Human Nature Starts Over: Reflections After Watching The Bride of Frankenstein
October 1, 2011
On a recent Midnight dreary after a wearying week, I caught The Bride of Frankenstein on one of my local broadcast channels. I do not have cable, but I do have electricity and plumbing.
Perhaps not since Count Gore DeVol ran Bride on Washington's Channel 20 in the '70s had I watched this film. What struck me during my reacquaintance was the abundance of distinctly Catholic symbols in its frames.
There is the First Holy Communion class, one of whom is apparently murdered by the monster. He also scares a pack of little girls away from a roadside shrine of The Sacred Heart.
A crucifix is in plain sight in the hut of the lonely, blind "hermit" as he is called in the credits and in cinematic exegis. One of the scenes prohibited by the censors was that of the monster rushing to rescue the corpus from a cross.
Clearly habited as a Franciscan, the "hermit" is playing the Bach/Gounod Ave Maria when Frankenstein's project lumbers across him.
Why? There were no Leo McCareys involved in the making of this 1935 movie, no one interested in plugging Holy Church. It appears that the producers wanted to shoot a film that would get by the industry's hyper-sensitive censors of the time.
Elsa Lanchester, as Mary Shelley, states at the opening that she wrote Frankenstein to teach a moral lesson. Religious he was not, but director James Whale was enamored of Expressionism in German filmmaking. Expressionism made heavy use of symbols and icons. And when it comes to symbols and icons, nothing has them like Catholicism. Catholic symbols are really handy if you want to represent stuff such as goodness and innocence.
There would be no such symbols for moviemakers to use were there no Catholicism.
As he was not in the orignal Frankenstein, the monster in Bride is the protagonist, an object of pity. He did not ask to be assembled from corpse parts by an arrogant ghoul playing God in the name of science. He is a creature of his environment. His anger and fears are explained and understandable. He has an impulse to be benevolent when he rescues the shepherdess from drowning. His nascent sense of good and bad is nurtured by the solitary, sightless friar. The monster is, as Adam in Genesis was, alone.
In the sequel how the creature came to be does not matter so much. He is human with a human nature. Neither can be made, or unmade, by Man.
Henry Frankenstein, at least, paves his road to Hell with good intentions. Already regretting what he has done, he is further horrified when Dr. Pretorious shows him the little people, complex Sea-Monkeys®, that he has grown.
"But this isn't science!" Frankenstein recoils. Yes, among scientists and those who fancy themselves to be scientific there are different ideas of what science is. For Dr. Pretorious the creation of human life seems to be for amusement.
There is scholarship including a student's paper on the Notre Dame University web site--if such a monograph can be called scholarship--claiming that Dr. Pretorious with his kitschy Sea-Monkeys® is a "popular figure" among the Self-absorbed Sexual Minority because he was cast as a homosexual. Well, if Pretorious is a "popular figure," Flannery O'Connor was right when she discussed what it takes to recognize freaks. In declaring that he prefers death, Pretorious prefigures Jack Kevorkian who said "My specialty is death."
Both Pretorious and Frankenstein assemble their woman in full confidence that she will automatically be the mate of the monster. The movie-watcher also is never allowed to wonder whether or not the two will become an item. Until Elsa Lanchester's first scream it seems to be inevitable.
That the bride rejects the monster is a real sharp turn in the plot. It is also challenge to how people think about love, sex and marriage.
Why does Elsa hiss at Karloff ? The answer is, basically, human nature. The makers of the monster and his intended bride set out to make human beings and human beings are what they get. As a cardinal who became the current pope wrote in Europe Today and Tomorrow, "Human nature starts over from the beginning in every human being."
Through the human nature that He alone creates and the symbols that He inspires, God, whether He's invited or not, forces His way into human efforts, even movies.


▶ [Assigned task]:
Below are the records; they must be reproduced verbatim.

****************************************

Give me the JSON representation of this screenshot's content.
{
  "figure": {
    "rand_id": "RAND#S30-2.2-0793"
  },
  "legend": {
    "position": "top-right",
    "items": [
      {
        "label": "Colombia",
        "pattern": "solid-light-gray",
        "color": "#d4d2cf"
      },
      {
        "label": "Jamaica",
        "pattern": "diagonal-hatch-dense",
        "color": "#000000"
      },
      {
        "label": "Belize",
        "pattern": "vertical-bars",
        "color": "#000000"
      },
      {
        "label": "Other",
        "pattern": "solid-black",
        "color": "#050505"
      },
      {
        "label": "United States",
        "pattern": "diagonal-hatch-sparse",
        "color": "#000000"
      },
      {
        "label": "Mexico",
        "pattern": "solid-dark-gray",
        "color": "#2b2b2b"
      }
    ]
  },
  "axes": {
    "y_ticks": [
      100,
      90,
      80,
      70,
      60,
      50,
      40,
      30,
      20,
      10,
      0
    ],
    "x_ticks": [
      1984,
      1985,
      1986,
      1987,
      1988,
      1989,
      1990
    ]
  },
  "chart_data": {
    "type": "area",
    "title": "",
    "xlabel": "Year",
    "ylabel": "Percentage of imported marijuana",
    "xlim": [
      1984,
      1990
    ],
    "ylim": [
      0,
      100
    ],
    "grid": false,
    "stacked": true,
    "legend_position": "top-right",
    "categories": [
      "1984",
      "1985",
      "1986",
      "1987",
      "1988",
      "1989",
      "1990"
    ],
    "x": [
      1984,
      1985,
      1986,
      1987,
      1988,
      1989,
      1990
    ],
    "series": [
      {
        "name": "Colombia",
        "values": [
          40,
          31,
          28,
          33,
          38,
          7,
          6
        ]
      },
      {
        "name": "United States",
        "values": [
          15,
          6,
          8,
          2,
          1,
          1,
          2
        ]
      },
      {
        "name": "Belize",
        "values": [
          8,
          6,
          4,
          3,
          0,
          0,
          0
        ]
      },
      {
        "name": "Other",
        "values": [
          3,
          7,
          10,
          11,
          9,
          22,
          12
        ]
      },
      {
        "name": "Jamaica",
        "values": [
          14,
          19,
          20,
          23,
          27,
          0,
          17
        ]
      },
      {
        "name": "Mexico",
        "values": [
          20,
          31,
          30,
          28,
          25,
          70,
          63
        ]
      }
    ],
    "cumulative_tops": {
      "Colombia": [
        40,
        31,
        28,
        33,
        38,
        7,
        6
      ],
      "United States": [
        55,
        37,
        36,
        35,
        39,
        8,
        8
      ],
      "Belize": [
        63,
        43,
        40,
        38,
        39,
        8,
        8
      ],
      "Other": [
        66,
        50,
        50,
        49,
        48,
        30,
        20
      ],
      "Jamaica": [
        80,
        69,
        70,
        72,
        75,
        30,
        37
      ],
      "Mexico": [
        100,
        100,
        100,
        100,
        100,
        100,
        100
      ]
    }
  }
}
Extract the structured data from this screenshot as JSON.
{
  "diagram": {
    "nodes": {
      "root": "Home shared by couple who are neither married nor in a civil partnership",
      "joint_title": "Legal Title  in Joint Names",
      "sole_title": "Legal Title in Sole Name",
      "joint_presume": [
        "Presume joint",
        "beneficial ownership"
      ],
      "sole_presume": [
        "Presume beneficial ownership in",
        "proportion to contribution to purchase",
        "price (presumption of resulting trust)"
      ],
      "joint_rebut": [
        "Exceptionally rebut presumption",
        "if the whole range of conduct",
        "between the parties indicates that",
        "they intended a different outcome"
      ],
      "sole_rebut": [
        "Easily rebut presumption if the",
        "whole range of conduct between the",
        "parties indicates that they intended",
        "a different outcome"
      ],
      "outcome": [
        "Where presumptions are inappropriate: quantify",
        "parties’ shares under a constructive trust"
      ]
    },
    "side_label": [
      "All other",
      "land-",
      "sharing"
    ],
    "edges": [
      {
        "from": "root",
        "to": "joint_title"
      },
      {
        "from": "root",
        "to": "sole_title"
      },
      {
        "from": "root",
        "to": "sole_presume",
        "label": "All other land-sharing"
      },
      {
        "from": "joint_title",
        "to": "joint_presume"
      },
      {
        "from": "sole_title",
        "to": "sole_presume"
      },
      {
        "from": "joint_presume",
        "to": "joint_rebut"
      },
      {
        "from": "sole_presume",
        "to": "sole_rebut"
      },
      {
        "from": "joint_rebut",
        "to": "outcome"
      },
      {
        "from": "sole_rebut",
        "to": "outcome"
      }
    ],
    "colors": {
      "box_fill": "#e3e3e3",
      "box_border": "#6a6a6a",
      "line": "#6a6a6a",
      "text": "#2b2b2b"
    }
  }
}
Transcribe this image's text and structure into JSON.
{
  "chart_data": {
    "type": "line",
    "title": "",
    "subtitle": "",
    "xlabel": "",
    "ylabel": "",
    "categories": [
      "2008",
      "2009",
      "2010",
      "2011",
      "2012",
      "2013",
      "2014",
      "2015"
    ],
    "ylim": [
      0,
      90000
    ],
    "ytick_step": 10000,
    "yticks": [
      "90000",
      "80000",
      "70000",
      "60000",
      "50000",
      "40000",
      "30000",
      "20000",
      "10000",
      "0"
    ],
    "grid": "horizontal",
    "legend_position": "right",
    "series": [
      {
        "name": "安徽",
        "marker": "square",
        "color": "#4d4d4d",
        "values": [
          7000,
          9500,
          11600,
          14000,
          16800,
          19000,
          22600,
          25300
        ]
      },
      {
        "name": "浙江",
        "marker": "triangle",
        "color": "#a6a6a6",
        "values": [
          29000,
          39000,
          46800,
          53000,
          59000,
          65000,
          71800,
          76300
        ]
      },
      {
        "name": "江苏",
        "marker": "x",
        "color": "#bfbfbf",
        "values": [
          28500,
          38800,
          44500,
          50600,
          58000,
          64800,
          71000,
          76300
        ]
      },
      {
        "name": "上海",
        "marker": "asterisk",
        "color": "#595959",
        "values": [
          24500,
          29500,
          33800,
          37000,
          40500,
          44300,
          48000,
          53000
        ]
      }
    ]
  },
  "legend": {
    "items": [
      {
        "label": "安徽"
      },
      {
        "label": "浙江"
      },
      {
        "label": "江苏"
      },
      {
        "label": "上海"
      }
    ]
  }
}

****************************************

▶ [Response box]:
Give me the JSON representation of this screenshot's content.
{
  "figure": {
    "rand_id": "RAND#S30-2.2-0793"
  },
  "legend": {
    "position": "top-right",
    "items": [
      {
        "label": "Colombia",
        "pattern": "solid-light-gray",
        "color": "#d4d2cf"
      },
      {
        "label": "Jamaica",
        "pattern": "diagonal-hatch-dense",
        "color": "#000000"
      },
      {
        "label": "Belize",
        "pattern": "vertical-bars",
        "color": "#000000"
      },
      {
        "label": "Other",
        "pattern": "solid-black",
        "color": "#050505"
      },
      {
        "label": "United States",
        "pattern": "diagonal-hatch-sparse",
        "color": "#000000"
      },
      {
        "label": "Mexico",
        "pattern": "solid-dark-gray",
        "color": "#2b2b2b"
      }
    ]
  },
  "axes": {
    "y_ticks": [
      100,
      90,
      80,
      70,
      60,
      50,
      40,
      30,
      20,
      10,
      0
    ],
    "x_ticks": [
      1984,
      1985,
      1986,
      1987,
      1988,
      1989,
      1990
    ]
  },
  "chart_data": {
    "type": "area",
    "title": "",
    "xlabel": "Year",
    "ylabel": "Percentage of imported marijuana",
    "xlim": [
      1984,
      1990
    ],
    "ylim": [
      0,
      100
    ],
    "grid": false,
    "stacked": true,
    "legend_position": "top-right",
    "categories": [
      "1984",
      "1985",
      "1986",
      "1987",
      "1988",
      "1989",
      "1990"
    ],
    "x": [
      1984,
      1985,
      1986,
      1987,
      1988,
      1989,
      1990
    ],
    "series": [
      {
        "name": "Colombia",
        "values": [
          40,
          31,
          28,
          33,
          38,
          7,
          6
        ]
      },
      {
        "name": "United States",
        "values": [
          15,
          6,
          8,
          2,
          1,
          1,
          2
        ]
      },
      {
        "name": "Belize",
        "values": [
          8,
          6,
          4,
          3,
          0,
          0,
          0
        ]
      },
      {
        "name": "Other",
        "values": [
          3,
          7,
          10,
          11,
          9,
          22,
          12
        ]
      },
      {
        "name": "Jamaica",
        "values": [
          14,
          19,
          20,
          23,
          27,
          0,
          17
        ]
      },
      {
        "name": "Mexico",
        "values": [
          20,
          31,
          30,
          28,
          25,
          70,
          63
        ]
      }
    ],
    "cumulative_tops": {
      "Colombia": [
        40,
        31,
        28,
        33,
        38,
        7,
        6
      ],
      "United States": [
        55,
        37,
        36,
        35,
        39,
        8,
        8
      ],
      "Belize": [
        63,
        43,
        40,
        38,
        39,
        8,
        8
      ],
      "Other": [
        66,
        50,
        50,
        49,
        48,
        30,
        20
      ],
      "Jamaica": [
        80,
        69,
        70,
        72,
        75,
        30,
        37
      ],
      "Mexico": [
        100,
        100,
        100,
        100,
        100,
        100,
        100
      ]
    }
  }
}
Extract the structured data from this screenshot as JSON.
{
  "diagram": {
    "nodes": {
      "root": "Home shared by couple who are neither married nor in a civil partnership",
      "joint_title": "Legal Title  in Joint Names",
      "sole_title": "Legal Title in Sole Name",
      "joint_presume": [
        "Presume joint",
        "beneficial ownership"
      ],
      "sole_presume": [
        "Presume beneficial ownership in",
        "proportion to contribution to purchase",
        "price (presumption of resulting trust)"
      ],
      "joint_rebut": [
        "Exceptionally rebut presumption",
        "if the whole range of conduct",
        "between the parties indicates that",
        "they intended a different outcome"
      ],
      "sole_rebut": [
        "Easily rebut presumption if the",
        "whole range of conduct between the",
        "parties indicates that they intended",
        "a different outcome"
      ],
      "outcome": [
        "Where presumptions are inappropriate: quantify",
        "parties’ shares under a constructive trust"
      ]
    },
    "side_label": [
      "All other",
      "land-",
      "sharing"
    ],
    "edges": [
      {
        "from": "root",
        "to": "joint_title"
      },
      {
        "from": "root",
        "to": "sole_title"
      },
      {
        "from": "root",
        "to": "sole_presume",
        "label": "All other land-sharing"
      },
      {
        "from": "joint_title",
        "to": "joint_presume"
      },
      {
        "from": "sole_title",
        "to": "sole_presume"
      },
      {
        "from": "joint_presume",
        "to": "joint_rebut"
      },
      {
        "from": "sole_presume",
        "to": "sole_rebut"
      },
      {
        "from": "joint_rebut",
        "to": "outcome"
      },
      {
        "from": "sole_rebut",
        "to": "outcome"
      }
    ],
    "colors": {
      "box_fill": "#e3e3e3",
      "box_border": "#6a6a6a",
      "line": "#6a6a6a",
      "text": "#2b2b2b"
    }
  }
}
Transcribe this image's text and structure into JSON.
{
  "chart_data": {
    "type": "line",
    "title": "",
    "subtitle": "",
    "xlabel": "",
    "ylabel": "",
    "categories": [
      "2008",
      "2009",
      "2010",
      "2011",
      "2012",
      "2013",
      "2014",
      "2015"
    ],
    "ylim": [
      0,
      90000
    ],
    "ytick_step": 10000,
    "yticks": [
      "90000",
      "80000",
      "70000",
      "60000",
      "50000",
      "40000",
      "30000",
      "20000",
      "10000",
      "0"
    ],
    "grid": "horizontal",
    "legend_position": "right",
    "series": [
      {
        "name": "安徽",
        "marker": "square",
        "color": "#4d4d4d",
        "values": [
          7000,
          9500,
          11600,
          14000,
          16800,
          19000,
          22600,
          25300
        ]
      },
      {
        "name": "浙江",
        "marker": "triangle",
        "color": "#a6a6a6",
        "values": [
          29000,
          39000,
          46800,
          53000,
          59000,
          65000,
          71800,
          76300
        ]
      },
      {
        "name": "江苏",
        "marker": "x",
        "color": "#bfbfbf",
        "values": [
          28500,
          38800,
          44500,
          50600,
          58000,
          64800,
          71000,
          76300
        ]
      },
      {
        "name": "上海",
        "marker": "asterisk",
        "color": "#595959",
        "values": [
          24500,
          29500,
          33800,
          37000,
          40500,
          44300,
          48000,
          53000
        ]
      }
    ]
  },
  "legend": {
    "items": [
      {
        "label": "安徽"
      },
      {
        "label": "浙江"
      },
      {
        "label": "江苏"
      },
      {
        "label": "上海"
      }
    ]
  }
}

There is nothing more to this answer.